I'm chatting with Dustin of Viking Blade Supply in Historic Gatlinburg while tourists "off-roading" from "tourist traps" do the eight-mile loop of the Great Smoky Arts & Crafts Community.
His place also gets called Viking Blade Forge, the non-profit side of the company, "which gets veterans into forging as a form of therapy," Dustin explains. "We tell people, it definitely helps."
Dustin's getting stuff ready for a show tonight. Headed to a beverage oasis in Sevierville, TN to see what sells best. He's one of the best conversationalists I've met on this leg of my journey.
Really exuberant energy. He dug out a Viking blade for me to check out. It's not ready yet and has a duskycharcoalish type film on it. I dig the weight of it and can see choosing it as my one tool for an into-the-woods-sojourn from glamping and car camping.
We easily fall into talking about getting ready for holidays. Artisans and crafters have instincts about yearly schedules like farmers. In this area of Tennessee where mountain meets farmland people are always tending to multiple projects. Even when we find ourselves away from home and studio...we're thinking about that hot pepper, or being inspired by the shapes and sounds of nature and others' inventions.

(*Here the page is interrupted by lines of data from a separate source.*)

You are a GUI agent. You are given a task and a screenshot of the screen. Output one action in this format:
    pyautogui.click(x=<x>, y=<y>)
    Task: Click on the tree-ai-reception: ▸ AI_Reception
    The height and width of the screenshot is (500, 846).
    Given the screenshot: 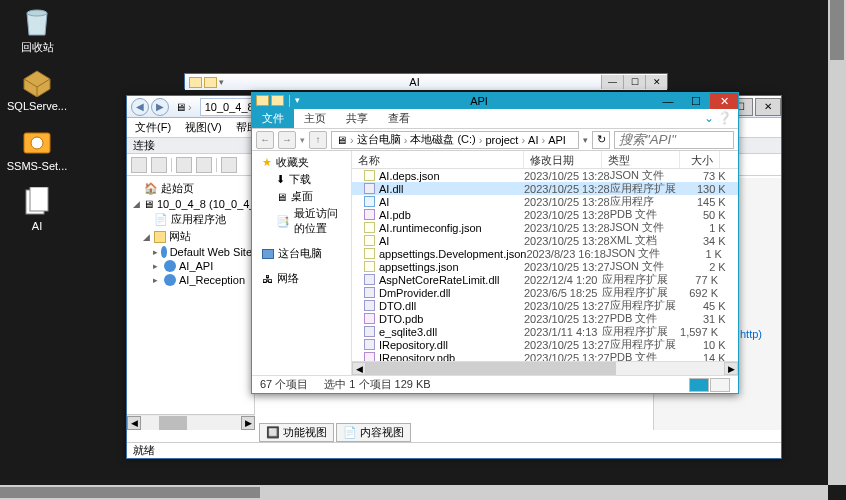 What is the action you would take?
    pyautogui.click(x=190, y=280)
    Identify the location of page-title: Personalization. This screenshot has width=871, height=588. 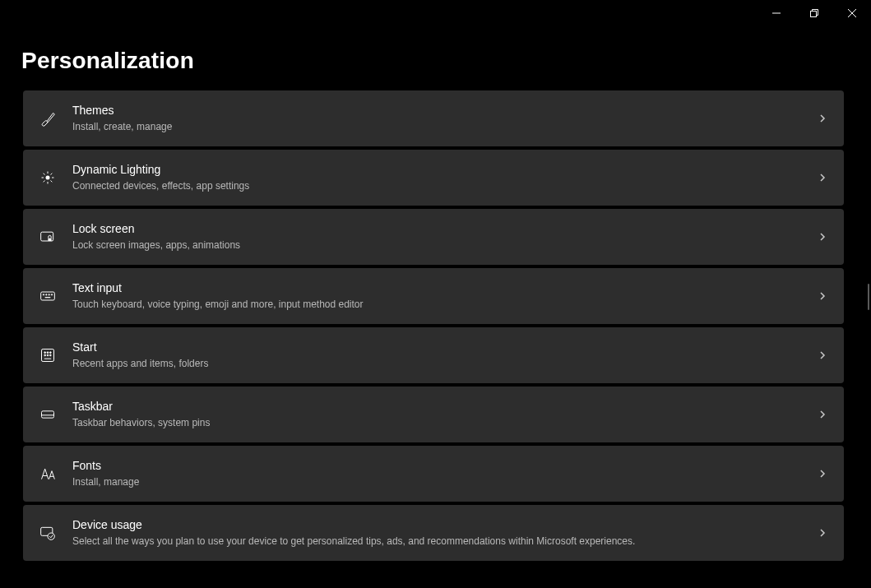
(108, 61).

Next door Don's striping the edges of leather belts. He's been here building up his mountain arts practice--Smokies' Edge--for many, many years. In his early twenties he'd bicycled through the many states of the New England region. While we're talking a visitor from Ohio stops in and the conversation touches upon the Wright Brothers and the Outer Banks' Kitty Hawk. The Chimney Swifts nestling in the chimney don't rouse the cat. I look over handmade arrowheads. And post Don's picture sporting the shop here, buy local logo.
Don,
Owner of
Smokies' Edge
for 40 years!
I'm making way to a British watering hole in my 13th annual British Car Show tee from Historic Rugby, Tenn.
At Two Ravens Tool & Craft I check in with Brooke Mitchell. She and her husband Alan, started their craft loop shop in October of '22. She shows me what they carry, like: handmade jewelry by Brooke; "My husband does the woodturning," she says.
I have to ask, "And what is woodturning?" She explains it has to do with using the wood lathe to sculpt wood. The store has local cherry bowls at this time. As shopowners Brooke & Alan are ever balancing issues like keeping inventory on the shelves and pricing items for the particular market of Smoky Mountain Tourism.
I ask how they're feeling about being here. Alan's stopped in for a break from landscaping. Brooke shares that there's "a bit of a learning curve but coming up on our second year, we're feeling pretty good."
"We love the mountains that's why we're here," Brooke says. "Well," Alan says, "The fishing could be better." "He gets tired of trout fishing," Brooke laughs. Alan says he likes "Bass and Catfish fishing best, but it's too far to drive." Alan likes a challenge but Brook explains, "We rarely close the shop."
Down the road apiece the Hungry Bear BBQ's picnic tables are getting sunbathed in the mounting Tennessee summer sun. The cooking smells mingle with an occasional breeze that helps weather a dumptruck-size woodpile. It's a Crow that squawks on pole-and-line. But I have no idea what's being said.